Questions? » Contact An Analyst or M-F 9am -5pm PST Call 1.800.543.9980
You are viewing an article from the Condo Hotels category.
So this is what it has come to. Condo-hotels, over. Condo-motels, hot enough to land a cover story in the New York Times. It seems that there may be a bright spot in the beleaguered condo-hotel industry, a segment of the real estate market now garnering an overabundance of bad press covering lawsuits, stagnant sales, financing problems, and the odd foreclosure. That’s right, condo-motels.
In the Times, reporter Bethany Lyttle writes about a handful of these projects including Malyn Resort near St. Petersburg, Fla. and the oceanfront Tides by the Sea in Seaside, Ore. While these towns are far from trendy resort meccas, they are notable for attracting a steady stream of repeat vacationers who visit say, every weekend in the summer or several weeks during the year, every year. The concept works similar to a condo-hotel development. Buyers purchase a unit and the motel management serves as the defacto property manager, handling housekeeping and renting out the unit to visitors if the owner wants to fold it into the rental pool.
At the Tides by the Sea, a 1960s motel, units start at $112,000 and go up to $449,000 for a two-bedroom condo overlooking the ocean. Wait, a nearly half-million dollar motel room? In Oregon? That’s right, motel doesn’t necessarily mean cut-rate. There’s a price for all this nostalgia.
Many of these developments have been crafted out of existing motels, so developers likely aren’t running into big time financing problems to get the doors open to owners. Also such developments tend to be smaller than the standard luxury condo-hotel project. And at the Tides, owners get 65 percent cut of the rental income, not to shabby considering that most luxury condo-hotels give owners just half of the income, and sometimes less. Of course, buyers at these projects do face some of the same problems as buyers at condo-hotels. For buyers, landing a mortgage for these units has become increasingly tough over the past year.
So are there any lessons condo-hotels can take from their motel counterparts? Perhaps, it’s simply that in a recession, less is more.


• _Exercise_: Read the records beneath this task and copy every line that contains the string "JSON".

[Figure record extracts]
- Opening Delimiter -
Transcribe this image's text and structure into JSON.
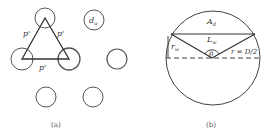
{
  "figure": {
    "panel_a": {
      "caption": "(a)",
      "pitch_label": "p'",
      "diameter_label": "d",
      "diameter_subscript": "o",
      "circles": [
        {
          "cx": 45,
          "cy": 18,
          "r": 10
        },
        {
          "cx": 94,
          "cy": 20,
          "r": 10
        },
        {
          "cx": 22,
          "cy": 59,
          "r": 11
        },
        {
          "cx": 69,
          "cy": 59,
          "r": 11
        },
        {
          "cx": 117,
          "cy": 59,
          "r": 10
        },
        {
          "cx": 46,
          "cy": 97,
          "r": 10
        },
        {
          "cx": 93,
          "cy": 97,
          "r": 10
        }
      ],
      "triangle": [
        [
          45,
          18
        ],
        [
          22,
          59
        ],
        [
          69,
          59
        ]
      ]
    },
    "panel_b": {
      "caption": "(b)",
      "area_label": "A",
      "area_subscript": "d",
      "chord_label": "L",
      "chord_subscript": "w",
      "height_label": "r",
      "height_subscript": "w",
      "angle_label": "θ",
      "radius_label": "r = D/2",
      "circle": {
        "cx": 213,
        "cy": 58,
        "r": 47
      }
    }
  }
}
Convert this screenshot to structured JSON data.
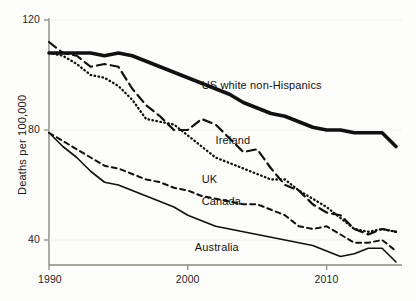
- Closing Delimiter -
• _Your response_:
Transcribe this image's text and structure into JSON.
Convert this screenshot to structured JSON data.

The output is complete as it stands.